Lyssa waited for a moment. She was already breathing hard. Despite careful management, her gifts simply burned too much energy. It didn’t help that she had only awakened to them a month ago. She took a moment to examine the bridge of ice that had been left behind. It must have come from that rather frigid student Lyssa took note of at the starting line. Maybe there was something she could learn about her gift.
The bridge was a pure white, and looked like a gnarled tree root, or like the frothing crash of a violent river frozen in time. Lyssa touched one of its many spiky protrusions and immediately recoiled with an involuntary cry. There was a reddening mark on her finger where she had made contact. She stepped away from the bridge in alarm.
It was made of dry ice. A cold that made the tundra seem like a Saharan summer. Any wetness was brief, quickly rejoining the atmosphere where it belonged.
“I would just avoid that woman,” Eury’s flippant voice spoke in her mind.
A yelp echoed from a student somewhere on the bridge, no doubt from accidently touching the structure’s terrible surface. Lyssa decided to keep moving.
The path descended towards the city ahead. Lyssa jogged the way there. She took deep breaths, careful not to aggravate her already burning throat by hyperventilating. Meanwhile the announcers continued to play up the events unfolding ahead. An enormous serpentine machine could be seen chewing through an old skyscraper. Shards of the building fell. Its motion seemed slow, as if time moved languidly there and there alone. The machine curled tighter, and the scenario reached a climax. Sight predated sound. Lyssa saw it shatter moments before she heard it. The entire building had snapped in half, and the serpentine machine began to dive towards the ground again. Until a flash of white slammed into both the falling skyscraper and the metal worm. A frozen tsunami had sprouted from a point on the ground, stopping the fall dead. A moment later the air itself warbled as an invisible force tore the resulting abstract statue down.
Lyssa did not look forward to the battlefield ahead. The announcers seemed ecstatic from the safety of their booths.
Oh my god- did- did you see that!?
I’m right next to you, Tim. I think we have found our rivals to young Colossi.
I can’t even see where he is under all that smoke!
This is why this is my personal favorite game. The first game was a test of endurance. Everyone was conserving their energy, hiding their cards. You can’t do that here!
No, no. Not with those things in play.
What are those things?
I think they’re called Earthdragons? Some newfangled mining or tunneling machine.
The fight’s not over yet. If only that damn smoke would clear.
Wonder if any students got caught under that.
She did not know if it was concern or morbid curiosity, but Lyssa grasped her telepathy to search the collateral mess ahead. Bildungsroman was as recalcitrant as ever.
“You’re better off minding yourself,” Bil echoed.
“Doesn’t matter anyway, does it?” Lyssa said. “I’m not even the original. Just humor me.”
“Maybe I shouldn’t, since you’re not the original.”

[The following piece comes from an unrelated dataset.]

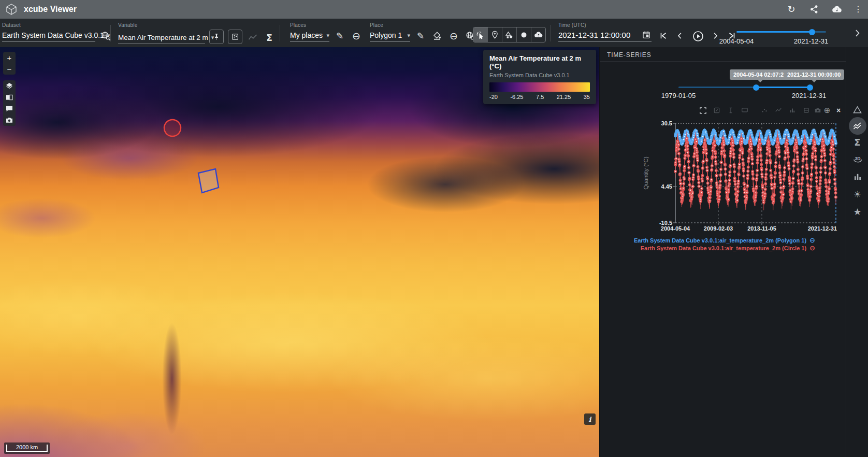 This screenshot has height=457, width=868. Describe the element at coordinates (728, 248) in the screenshot. I see `legend-entry-circle: Earth System Data Cube v3.0.1:air_temper…` at that location.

“But I am the Primum.” Lyssa hardened her mental tone. “And I intend to own this hierarchy.”
“…Let’s see if that newfound conviction is vacuous.”
Lyssa felt the heavy rush of psychic awareness pour into her perception. She could feel hundreds of thoughts in the distance. A lot of panic, a lot of pain, none were extinguished so far. A few were extremely stressed. Those emanated from the center of the destruction.
“Wait a minute…”
She recognized the feel of their minds. Two in particular, coming from underneath the pile of ice and stone and steel. Lyssa forgot her fatigue and broke into a sprint. Bil slipped away, but not without a last word.
“I wonder how long her vines and that insect strength would last.”